What is Systems Thinking?
Systems Thinking is a way of positioning yourself relative to an organisational issue. People who use systems thinking keep one eye on the big picture and one eye on the detail. They recognise how structures in one part of the organisation can impact on other parts, and they understand the longer term patterns of behaviour that lead to events and crises.
Systems Thinking provides a set of tools that support the issue focus described above. These include (Barry Richmond, Isee Systems, 1998):
- dynamic thinking: positioning your issue as part of a pattern of behaviour that has developed over time;
- ‘system-as-cause’ thinking: constructing a model to explain how the problem behaviour arises;
- ‘forest’ thinking: seeing the ‘big picture’ and taking a more ‘on average’ view of the system;
- ‘operational’ thinking: analysing how things actually work, the cause and effect relationships, and how performance is actually being generated;
- ‘closed-loop’ thinking: moving away from laundry lists of exacerbating factors and describing the ‘feedback loops’ that interact to create the performance of the system (see What is system dynamics?);
- ‘quantitative’ thinking: quantifying not just the hard data but also the soft variables that are operating in the system;
- ‘scientific’ thinking: using models to discard falsehoods not just to ascertain ‘the truth’.
Systems Thinking uses tools such as causal loop diagrams and graphs over time to analyse and describe problems and ways of making improvements. But it rarely takes the additional steps of constructing and testing a computer simulation model, and testing alternative policies in the model. This is the role of System Dynamics.
What is System Dynamics?
System Dynamics was formed at the Massachusetts Institute of Technology in the late 1950s by Professor Jay W. Forrester. Forrester (1961) initially defined System Dynamics as: "The investigation of the information-feedback characteristics of (managed) systems and the use of models for the design of improved organisational form and guiding policy". System dynamics is a method for studying the world around us. The main concept to system dynamics is to understand how all the objects in a system interact with one another. A system can be anything from a car engine, to a bank account, to a health economy.
The objects and people in a system interact through "feedback" loops, where a change in one variable affects other variables over time, which in turn affects the original variable, and so on. An example of this is money in a bank account. Money in the bank earns interest, which increases the size of the account. Now that the account is larger, it earns even more interest, which adds more money to the account. This goes on and on.
Another example of a simple feedback loop, which we have all experienced, is adjusting the water tap to reach a desired temperature. You turn the tap, feel the temperature and compare it to the desired temperature. You continue to adjust the water, with smaller and smaller adjustments, until you reach the desired temperature. What System Dynamics attempts to do is understand the basic structure of a system and therefore understand the behaviour it can produce.
Many of these systems and problems, which are analysed, can be built as models on a computer. System Dynamics takes advantage of the fact that a computer model can be of much greater complexity and carry out more simultaneous calculations than can the mental model of the human mind.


• _WHAT THIS TASK INVOLVES_: Your copy should repeat the data that follows exactly and contain no image.

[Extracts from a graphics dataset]

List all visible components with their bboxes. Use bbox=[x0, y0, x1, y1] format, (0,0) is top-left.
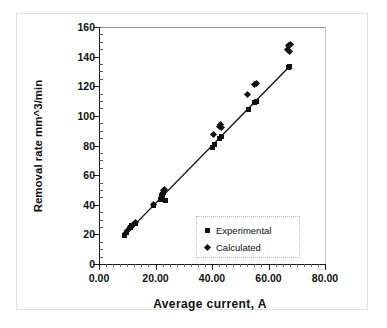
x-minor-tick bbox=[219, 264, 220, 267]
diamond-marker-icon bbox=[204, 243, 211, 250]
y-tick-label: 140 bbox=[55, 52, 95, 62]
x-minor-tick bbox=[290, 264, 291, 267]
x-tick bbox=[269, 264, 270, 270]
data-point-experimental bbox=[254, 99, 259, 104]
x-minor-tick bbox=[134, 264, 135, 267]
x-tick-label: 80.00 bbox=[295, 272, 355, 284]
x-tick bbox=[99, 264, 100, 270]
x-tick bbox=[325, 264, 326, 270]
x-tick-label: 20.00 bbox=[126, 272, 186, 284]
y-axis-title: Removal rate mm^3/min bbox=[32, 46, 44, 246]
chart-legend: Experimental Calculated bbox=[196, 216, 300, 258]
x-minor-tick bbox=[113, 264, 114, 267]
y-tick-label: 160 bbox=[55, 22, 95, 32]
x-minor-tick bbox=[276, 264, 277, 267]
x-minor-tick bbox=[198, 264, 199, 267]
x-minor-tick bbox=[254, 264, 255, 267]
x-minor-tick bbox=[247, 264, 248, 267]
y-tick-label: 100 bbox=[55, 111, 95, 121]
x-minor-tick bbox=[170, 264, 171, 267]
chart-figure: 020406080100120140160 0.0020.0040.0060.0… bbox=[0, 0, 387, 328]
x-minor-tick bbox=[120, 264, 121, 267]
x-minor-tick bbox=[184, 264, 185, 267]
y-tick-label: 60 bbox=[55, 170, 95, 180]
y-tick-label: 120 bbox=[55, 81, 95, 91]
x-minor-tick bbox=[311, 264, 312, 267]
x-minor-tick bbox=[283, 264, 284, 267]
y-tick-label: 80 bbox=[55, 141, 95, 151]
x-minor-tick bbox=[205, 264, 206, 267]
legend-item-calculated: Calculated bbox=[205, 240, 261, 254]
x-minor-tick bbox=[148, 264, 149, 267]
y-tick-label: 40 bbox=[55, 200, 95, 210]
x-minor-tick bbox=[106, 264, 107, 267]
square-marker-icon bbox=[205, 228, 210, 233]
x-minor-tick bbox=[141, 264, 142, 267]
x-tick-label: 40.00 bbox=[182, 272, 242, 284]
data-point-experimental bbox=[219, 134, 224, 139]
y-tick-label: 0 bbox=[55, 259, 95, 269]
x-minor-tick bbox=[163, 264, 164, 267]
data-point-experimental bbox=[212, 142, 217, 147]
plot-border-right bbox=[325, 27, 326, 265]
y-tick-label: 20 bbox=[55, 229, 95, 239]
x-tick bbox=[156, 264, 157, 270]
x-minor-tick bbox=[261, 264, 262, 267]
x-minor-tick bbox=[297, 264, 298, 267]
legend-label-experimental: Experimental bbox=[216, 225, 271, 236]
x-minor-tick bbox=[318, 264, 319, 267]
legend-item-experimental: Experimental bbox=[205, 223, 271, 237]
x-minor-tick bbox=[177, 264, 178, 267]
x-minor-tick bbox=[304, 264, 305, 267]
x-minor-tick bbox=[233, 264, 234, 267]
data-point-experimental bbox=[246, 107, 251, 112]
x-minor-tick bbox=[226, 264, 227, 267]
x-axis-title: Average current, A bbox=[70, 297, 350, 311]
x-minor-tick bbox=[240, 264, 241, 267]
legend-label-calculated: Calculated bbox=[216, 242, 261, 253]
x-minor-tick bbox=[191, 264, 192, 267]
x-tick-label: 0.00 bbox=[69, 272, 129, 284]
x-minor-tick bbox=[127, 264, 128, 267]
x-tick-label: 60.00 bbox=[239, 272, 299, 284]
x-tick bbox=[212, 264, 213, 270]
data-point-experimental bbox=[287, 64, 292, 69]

• _ANSWER_:
List all visible components with their bboxes. Use bbox=[x0, y0, x1, y1] format, (0,0) is top-left.
x-minor-tick bbox=[219, 264, 220, 267]
diamond-marker-icon bbox=[204, 243, 211, 250]
y-tick-label: 140 bbox=[55, 52, 95, 62]
x-minor-tick bbox=[290, 264, 291, 267]
x-tick bbox=[269, 264, 270, 270]
data-point-experimental bbox=[254, 99, 259, 104]
x-minor-tick bbox=[134, 264, 135, 267]
x-tick-label: 80.00 bbox=[295, 272, 355, 284]
x-tick bbox=[99, 264, 100, 270]
x-tick bbox=[325, 264, 326, 270]
x-tick-label: 20.00 bbox=[126, 272, 186, 284]
y-axis-title: Removal rate mm^3/min bbox=[32, 46, 44, 246]
chart-legend: Experimental Calculated bbox=[196, 216, 300, 258]
x-minor-tick bbox=[113, 264, 114, 267]
y-tick-label: 160 bbox=[55, 22, 95, 32]
x-minor-tick bbox=[276, 264, 277, 267]
x-minor-tick bbox=[198, 264, 199, 267]
x-minor-tick bbox=[254, 264, 255, 267]
x-minor-tick bbox=[247, 264, 248, 267]
y-tick-label: 100 bbox=[55, 111, 95, 121]
x-minor-tick bbox=[170, 264, 171, 267]
chart-figure: 020406080100120140160 0.0020.0040.0060.0… bbox=[0, 0, 387, 328]
x-minor-tick bbox=[120, 264, 121, 267]
x-minor-tick bbox=[184, 264, 185, 267]
y-tick-label: 60 bbox=[55, 170, 95, 180]
y-tick-label: 120 bbox=[55, 81, 95, 91]
x-minor-tick bbox=[311, 264, 312, 267]
x-minor-tick bbox=[283, 264, 284, 267]
y-tick-label: 80 bbox=[55, 141, 95, 151]
x-minor-tick bbox=[205, 264, 206, 267]
legend-item-calculated: Calculated bbox=[205, 240, 261, 254]
x-minor-tick bbox=[148, 264, 149, 267]
y-tick-label: 40 bbox=[55, 200, 95, 210]
x-minor-tick bbox=[106, 264, 107, 267]
square-marker-icon bbox=[205, 228, 210, 233]
x-minor-tick bbox=[141, 264, 142, 267]
x-tick-label: 40.00 bbox=[182, 272, 242, 284]
data-point-experimental bbox=[219, 134, 224, 139]
y-tick-label: 0 bbox=[55, 259, 95, 269]
x-minor-tick bbox=[163, 264, 164, 267]
data-point-experimental bbox=[212, 142, 217, 147]
plot-border-right bbox=[325, 27, 326, 265]
y-tick-label: 20 bbox=[55, 229, 95, 239]
x-tick bbox=[156, 264, 157, 270]
x-minor-tick bbox=[261, 264, 262, 267]
x-minor-tick bbox=[297, 264, 298, 267]
legend-label-experimental: Experimental bbox=[216, 225, 271, 236]
x-minor-tick bbox=[318, 264, 319, 267]
legend-item-experimental: Experimental bbox=[205, 223, 271, 237]
x-minor-tick bbox=[177, 264, 178, 267]
x-minor-tick bbox=[304, 264, 305, 267]
x-minor-tick bbox=[233, 264, 234, 267]
data-point-experimental bbox=[246, 107, 251, 112]
x-minor-tick bbox=[226, 264, 227, 267]
x-axis-title: Average current, A bbox=[70, 297, 350, 311]
x-minor-tick bbox=[240, 264, 241, 267]
legend-label-calculated: Calculated bbox=[216, 242, 261, 253]
x-minor-tick bbox=[191, 264, 192, 267]
x-tick-label: 0.00 bbox=[69, 272, 129, 284]
x-minor-tick bbox=[127, 264, 128, 267]
x-tick-label: 60.00 bbox=[239, 272, 299, 284]
x-tick bbox=[212, 264, 213, 270]
data-point-experimental bbox=[287, 64, 292, 69]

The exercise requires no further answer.